On DTC sites, you focus more on brand terms, storytelling, and UX signals. On Amazon, it’s purely data-driven: titles, bullet points and backend keywords define your ranking.

Charlee summed it up well: “Amazon is its own universe. It’s easier to start on Amazon and expand into Google and Meta than it is to go the other way around.”

Her reasoning? Amazon gives you instant product validation, customers either buy or they don’t. Once you understand your conversion metrics there, you can scale that data to your broader SEO strategy.

What Outdated Amazon SEO Practices Should Brands Stop Doing?

Charlee was blunt here: “Paid review strategies are dead.”

Years ago, brands used Facebook groups or incentives to generate Amazon reviews containing target keywords but today, that can get your account suspended.

Amazon now tracks review manipulation through IP and device data, even across family networks. “They can see if your mom’s Wi-Fi connects to someone who bought your product,” she explained. “That’s enough to flag your listing.”

Her advice? “If you want feedback, include honest review cards in your packaging or use Amazon’s Vine program. Don’t buy fake love,  earn it.”

Vine, however, limits you to 30 reviews, so it’s best for early-stage products.

What About Common SEO Myths and Mistakes in 2025?

Charlee pointed out that some brands are still stuck on “spray-and-pray” marketing, doing too much, too fast, without focus.

She prefers a concept she calls “strategic throwing.” Instead of trying every keyword and campaign, pick a few, test deeply and double down on what works.

Another mistake she highlighted: relying only on PPC while ignoring upper-funnel awareness.

“Amazon is becoming a pay-to-play platform. But while everyone’s fighting for $24-per-click keywords, few are investing in display ads or streaming TV, the new upper funnel where competition is still light.”

So if you are  not experimenting with Amazon DSP, brand videos, or OTT ads, you’re already behind.

How Can E-Commerce Brands Drive High-Converting SEO Traffic?

This was where Charlee got practical. She recommended starting with retail readiness metrics and the basics every e-commerce listing should have:

  • A complete image carousel with at least six images
  • Clear titles and bullet points using every available character
  • A product video
  • A+ content or enhanced descriptions

But the real differentiator, she said, is competitive awareness. “If you sell journals, type in ‘journals’ on Amazon. See who is ranking in the top four, what their keywords look like, and how their listings are structured. Then ask yourself, “Are you competitive?”

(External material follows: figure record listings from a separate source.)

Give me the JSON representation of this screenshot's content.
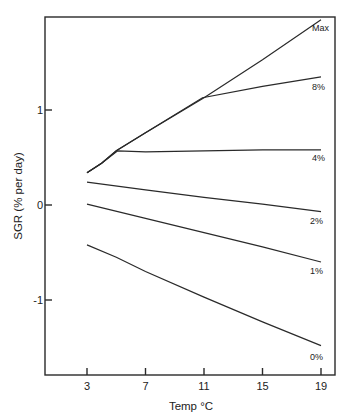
{
  "chart_data": {
    "type": "line",
    "title": "",
    "xlabel": "Temp °C",
    "ylabel": "SGR (% per day)",
    "xlim": [
      0.0,
      20.0
    ],
    "ylim": [
      -1.8,
      2.0
    ],
    "x_ticks": [
      3,
      7,
      11,
      15,
      19
    ],
    "y_ticks": [
      1,
      0,
      -1
    ],
    "grid": false,
    "legend": "inline labels at right end of each line",
    "series": [
      {
        "name": "Max",
        "x": [
          3,
          4,
          5,
          7,
          11,
          15,
          19
        ],
        "y": [
          0.34,
          0.44,
          0.57,
          0.76,
          1.13,
          1.53,
          1.95
        ]
      },
      {
        "name": "8%",
        "x": [
          3,
          4,
          5,
          7,
          10.9,
          15,
          19
        ],
        "y": [
          0.34,
          0.44,
          0.57,
          0.76,
          1.13,
          1.25,
          1.35
        ]
      },
      {
        "name": "4%",
        "x": [
          3,
          4,
          5.1,
          7,
          11,
          15,
          19
        ],
        "y": [
          0.34,
          0.44,
          0.57,
          0.56,
          0.57,
          0.58,
          0.58
        ]
      },
      {
        "name": "2%",
        "x": [
          3,
          7,
          11,
          15,
          19
        ],
        "y": [
          0.24,
          0.16,
          0.08,
          0.01,
          -0.07
        ]
      },
      {
        "name": "1%",
        "x": [
          3,
          7,
          11,
          15,
          19
        ],
        "y": [
          0.01,
          -0.14,
          -0.29,
          -0.44,
          -0.6
        ]
      },
      {
        "name": "0%",
        "x": [
          3,
          5,
          7,
          11,
          15,
          19
        ],
        "y": [
          -0.42,
          -0.55,
          -0.7,
          -0.97,
          -1.23,
          -1.48
        ]
      }
    ]
  },
  "labels": {
    "xlabel": "Temp °C",
    "ylabel": "SGR (% per day)",
    "x_ticks": [
      "3",
      "7",
      "11",
      "15",
      "19"
    ],
    "y_ticks": [
      "1",
      "0",
      "-1"
    ],
    "series": [
      "Max",
      "8%",
      "4%",
      "2%",
      "1%",
      "0%"
    ]
  }
}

Once that is clear, focus on winning top-of-search placements through smart PPC and optimized content. Because, as she reminded us with a laugh:

“The best place to hide a dead body is on page two of Amazon, same as Google.”

 SEO Isn’t Dead, It’s Just Growing Up

By the end of their discussion, one truth stood out: SEO in 2025 is about balance.

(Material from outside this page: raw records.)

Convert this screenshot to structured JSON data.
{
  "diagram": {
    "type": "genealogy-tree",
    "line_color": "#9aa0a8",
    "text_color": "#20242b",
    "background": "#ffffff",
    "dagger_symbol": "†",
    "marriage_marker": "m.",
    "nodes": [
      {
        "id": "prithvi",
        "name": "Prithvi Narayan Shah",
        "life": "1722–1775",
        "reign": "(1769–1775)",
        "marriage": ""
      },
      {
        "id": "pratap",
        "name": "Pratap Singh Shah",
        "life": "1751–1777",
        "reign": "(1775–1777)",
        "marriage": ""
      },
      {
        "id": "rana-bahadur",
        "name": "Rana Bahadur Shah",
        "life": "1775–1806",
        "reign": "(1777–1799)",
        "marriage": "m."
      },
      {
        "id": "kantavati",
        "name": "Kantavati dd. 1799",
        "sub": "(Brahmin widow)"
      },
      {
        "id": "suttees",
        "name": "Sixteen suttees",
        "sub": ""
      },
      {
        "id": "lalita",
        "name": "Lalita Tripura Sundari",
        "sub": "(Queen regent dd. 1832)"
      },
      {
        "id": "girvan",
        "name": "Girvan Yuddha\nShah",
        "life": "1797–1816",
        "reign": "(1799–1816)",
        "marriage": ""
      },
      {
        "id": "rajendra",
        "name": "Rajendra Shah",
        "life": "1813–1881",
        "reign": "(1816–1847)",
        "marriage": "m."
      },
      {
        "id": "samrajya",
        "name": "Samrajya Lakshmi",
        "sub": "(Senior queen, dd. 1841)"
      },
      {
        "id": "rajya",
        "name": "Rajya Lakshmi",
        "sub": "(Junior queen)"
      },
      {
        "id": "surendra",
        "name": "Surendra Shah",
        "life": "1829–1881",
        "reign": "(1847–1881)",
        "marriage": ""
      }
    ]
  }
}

Yes, AI is changing how we create. Yes, Amazon is evolving. But the fundamentals including authority, authenticity and consistency still win.

Charlee summed it up perfectly: “SEO is the foundation. PPC is the cherry on top. Build your house before decorating it.”

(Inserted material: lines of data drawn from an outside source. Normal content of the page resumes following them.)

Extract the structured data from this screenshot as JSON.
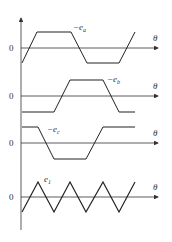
{
  "diagram": {
    "type": "waveform-stack",
    "x_axis_label": "θ",
    "zero_label": "0",
    "panels": [
      {
        "name": "phase-a",
        "label_prefix": "−e",
        "label_sub": "a",
        "shape": "trapezoid",
        "zero_y": 48,
        "points": "22,63 37,32 71,32 87,63 119,63 135,32"
      },
      {
        "name": "phase-b",
        "label_prefix": "−e",
        "label_sub": "b",
        "shape": "trapezoid",
        "zero_y": 96,
        "points": "22,112 54,112 70,80 103,80 119,112 135,112"
      },
      {
        "name": "phase-c",
        "label_prefix": "−e",
        "label_sub": "c",
        "shape": "trapezoid",
        "zero_y": 143,
        "points": "22,127 38,127 54,159 86,159 103,127 135,127"
      },
      {
        "name": "sum-e1",
        "label_prefix": "e",
        "label_sub": "1",
        "shape": "triangle",
        "zero_y": 197,
        "points": "22,212 38,182 54,212 70,182 86,212 103,182 119,212 135,182"
      }
    ]
  }
}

So if you are an e-commerce brand wondering where to start, here is your roadmap:

  • Invest in solid SEO before scaling ads.
  • Use AI as an assistant, not an architect.
  • Understand each platform’s ecosystem.
  • Build trust the old-fashioned way, through honest content and credible reviews.

Because as Charlee reminds us, in the new digital landscape, it’s not the AI that will take your job,  it’s the person who knows how to use it better. Let’s see which brands learn that lesson first.

Dileep Thekkethil

Dileep Thekkethil is the Director of Marketing at Stan Ventures, where he applies over 15 years of SEO and digital marketing expertise to drive growth and authority. A former journalist with six years of experience, he combines strategic storytelling with technical know-how to help brands navigate the shift toward AI-driven search and generative engines. Dileep is a strong advocate for Google’s EEAT standards, regularly sharing real-world use cases and scenarios to demystify complex marketing trends. He is an avid gardener of tropical fruits, a motor enthusiast, and a dedicated caretaker of his pair of cockatiels.